It isn’t easy persuading Americans to turn their backs on the capitalist system, but Socialist Alternative President Canyon Lalama said he has at least two converts.

“I’ve pretty much convinced my parents that socialism is the way to go,” he said.

Battling everything from low membership to the two-party system, University third-party groups are working to provide political alternatives on campus.

Three nontraditional parties – the College Greens, Socialist Alternative and Campus Libertarians – strive to spread their ideas on campus.

The effect of third parties can be varied, political science professor Bill Flanigan said.

“They’re mobilizing some people into being politically active who probably wouldn’t have through the main political parties,” Flanigan said.

That was the case for University student Kellie Burriss, who participates in Green Party politics.

Growing up in Neenah, Wis., Burriss ignored politics until her senior year in high school when a friend started a Greens youth group. Burriss quickly became interested.

“I found out I could learn about politics by actively being involved in politics,” she said.

Burriss is now an officer for the College Greens, which has 50 University members and 250 additional subscribers to its e-mail list, she said.

She also serves as the group’s liaison to the state Green Party.

For Burriss, providing people with another way to get involved in politics is the reason the Green Party exists.

“It’s for people who generally aren’t able to be heard,” she said.

In other cases, Flanigan said, third parties engage in “symbolic politics,” raising issues in their campaigns that Republicans and Democrats might have neglected.

University senior Rebecca Stempfle, a Campus Libertarians officer, said the party often deals with underrepresented issues such as free trade and drug legalization.

“We focus on things that the other parties don’t focus on,” she said. “We’re more willing to take a chance than other parties are because they’re afraid of not being elected.”
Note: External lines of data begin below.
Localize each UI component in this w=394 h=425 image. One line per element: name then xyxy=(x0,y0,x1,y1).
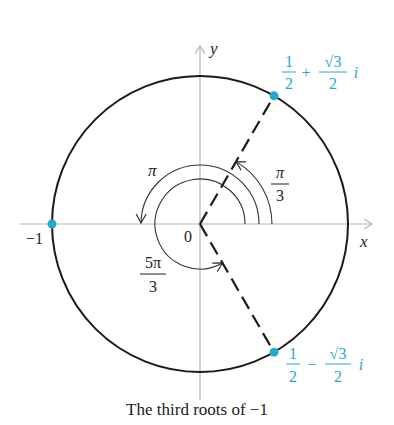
imaginary-unit: i xyxy=(359,356,363,373)
y-axis-label: y xyxy=(208,39,218,58)
neg-one-label: −1 xyxy=(26,230,43,247)
radius-lower-dashed xyxy=(200,224,274,352)
angle-five-pi-over-3-label: 5π 3 xyxy=(140,254,166,295)
imaginary-unit: i xyxy=(354,64,358,81)
re-denominator: 2 xyxy=(285,75,293,92)
angle-pi-over-3-denominator: 3 xyxy=(276,187,284,204)
radius-upper-dashed xyxy=(200,96,274,224)
im-denominator: 2 xyxy=(329,75,337,92)
root-point-upper xyxy=(270,91,279,100)
im-numerator: √3 xyxy=(325,53,342,70)
unit-circle-diagram: y x 0 −1 π π 3 5π 3 1 2 + √3 2 i 1 2 − √… xyxy=(0,0,394,425)
origin-label: 0 xyxy=(184,228,192,245)
root-point-left xyxy=(48,220,57,229)
angle-five-pi-over-3-numerator: 5π xyxy=(145,254,161,271)
figure-caption: The third roots of −1 xyxy=(126,400,268,419)
sign: − xyxy=(307,356,316,373)
angle-five-pi-over-3-denominator: 3 xyxy=(149,278,157,295)
angle-pi-over-3-numerator: π xyxy=(276,164,285,181)
angle-pi-label: π xyxy=(148,161,157,180)
re-numerator: 1 xyxy=(289,345,297,362)
im-denominator: 2 xyxy=(334,368,342,385)
root-lower-label: 1 2 − √3 2 i xyxy=(286,345,363,385)
x-axis-label: x xyxy=(359,232,368,251)
arc-pi-over-3 xyxy=(236,162,272,224)
re-denominator: 2 xyxy=(289,368,297,385)
root-upper-label: 1 2 + √3 2 i xyxy=(282,53,358,92)
sign: + xyxy=(301,64,310,81)
root-point-lower xyxy=(270,348,279,357)
angle-pi-over-3-label: π 3 xyxy=(271,164,289,204)
re-numerator: 1 xyxy=(285,53,293,70)
im-numerator: √3 xyxy=(330,345,347,362)
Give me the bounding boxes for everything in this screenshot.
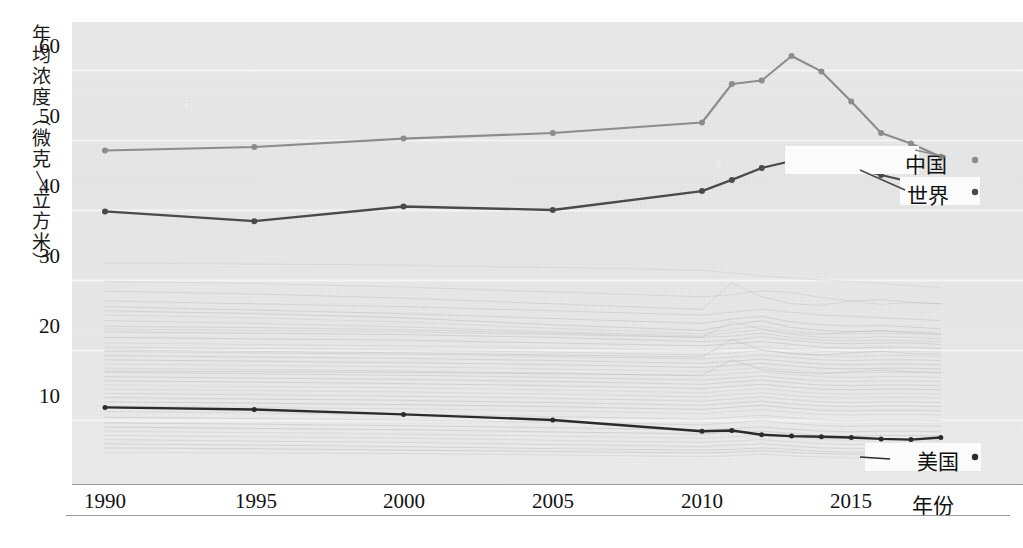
data-point-marker: [818, 68, 824, 74]
data-point-marker: [550, 418, 555, 423]
legend-label-usa: 美国: [917, 445, 959, 475]
data-point-marker: [729, 177, 735, 183]
legend-box-china: [785, 146, 919, 174]
background-country-line: [105, 351, 941, 360]
data-point-marker: [819, 434, 824, 439]
data-point-marker: [789, 53, 795, 59]
background-country-line: [105, 337, 941, 348]
data-point-marker: [729, 81, 735, 87]
data-point-marker: [729, 428, 734, 433]
background-country-line: [105, 440, 941, 449]
data-point-marker: [550, 207, 556, 213]
data-point-marker: [908, 437, 913, 442]
background-country-line: [105, 381, 941, 390]
background-country-line: [105, 427, 941, 436]
chart-figure: 年均浓度︵微克╲立方米︶ 60 50 40 30 20 10 1990 1995…: [0, 0, 1023, 548]
data-point-marker: [878, 130, 884, 136]
background-country-line: [105, 385, 941, 394]
data-point-marker: [879, 436, 884, 441]
data-point-marker: [102, 148, 108, 154]
data-point-marker: [699, 188, 705, 194]
highlighted-series-lines: [102, 53, 944, 442]
data-point-marker: [550, 130, 556, 136]
data-point-marker: [401, 412, 406, 417]
data-point-marker: [103, 405, 108, 410]
data-point-marker: [401, 136, 407, 142]
data-point-marker: [848, 99, 854, 105]
data-point-marker: [699, 120, 705, 126]
data-point-marker: [759, 432, 764, 437]
data-point-marker: [759, 165, 765, 171]
background-country-line: [105, 356, 941, 365]
data-point-marker: [252, 407, 257, 412]
background-country-line: [105, 406, 941, 415]
background-country-line: [105, 423, 941, 432]
data-point-marker: [789, 434, 794, 439]
data-point-marker: [849, 435, 854, 440]
data-point-marker: [938, 435, 943, 440]
data-point-marker: [251, 218, 257, 224]
background-country-line: [105, 377, 941, 386]
background-country-lines: [105, 263, 941, 458]
background-country-line: [105, 360, 941, 369]
data-point-marker: [401, 204, 407, 210]
data-point-marker: [251, 144, 257, 150]
background-country-line: [105, 393, 941, 402]
data-point-marker: [102, 208, 108, 214]
data-point-marker: [759, 78, 765, 84]
background-country-line: [105, 368, 941, 377]
legend-label-world: 世界: [907, 179, 949, 209]
background-country-line: [105, 389, 941, 398]
background-country-line: [105, 263, 941, 288]
legend-label-china: 中国: [905, 148, 947, 178]
data-point-marker: [700, 429, 705, 434]
background-country-line: [105, 398, 941, 407]
background-country-line: [105, 281, 941, 304]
With a handful of members in its campus group, the Libertarian Party appeals to a variety of

people who are united by fiscal conservatism and worry about government intrusion, Campus Libertarians President Brian Feldt said.

“Government should exist to enlarge individual liberty and nothing else,” he said.

Stempfle said she does not expect a Libertarian candidate to be elected anytime soon, but hopes the party can inform others about important issues.

Educating candidates and voters on issues is a common role for third parties, Flanigan said.

“They can’t really expect to win under a third party with few members,” he said. “But they can still have influence.”

Even with five members on its roster, the Socialist Alternative still makes a difference on campus, Lalama said.

“We have done a lot of things with just a handful of people,” he said. “We could do so much more with another handful.”

Lalama counts the anti-war walkout last spring and a Morrill Hall sit-in to support striking University clerical workers among the group’s successes.

Lalama said Socialist Alternative members work to solve the problems working and regular people face, such as a lack of universal health care.

The future of politics – and U.S. society in general – depends on the existence of third parties, Lalama said.

“The fact that there are only two parties right now is a huge hindrance in regular people getting their voices heard and laws and reforms passed.

“One of the next big steps of transforming society for the better is to have a party that actually does represent regular people Ö who aren’t getting anything but mouth service from the two parties now,” he said.

– Amy Hackbarth contributed to this report.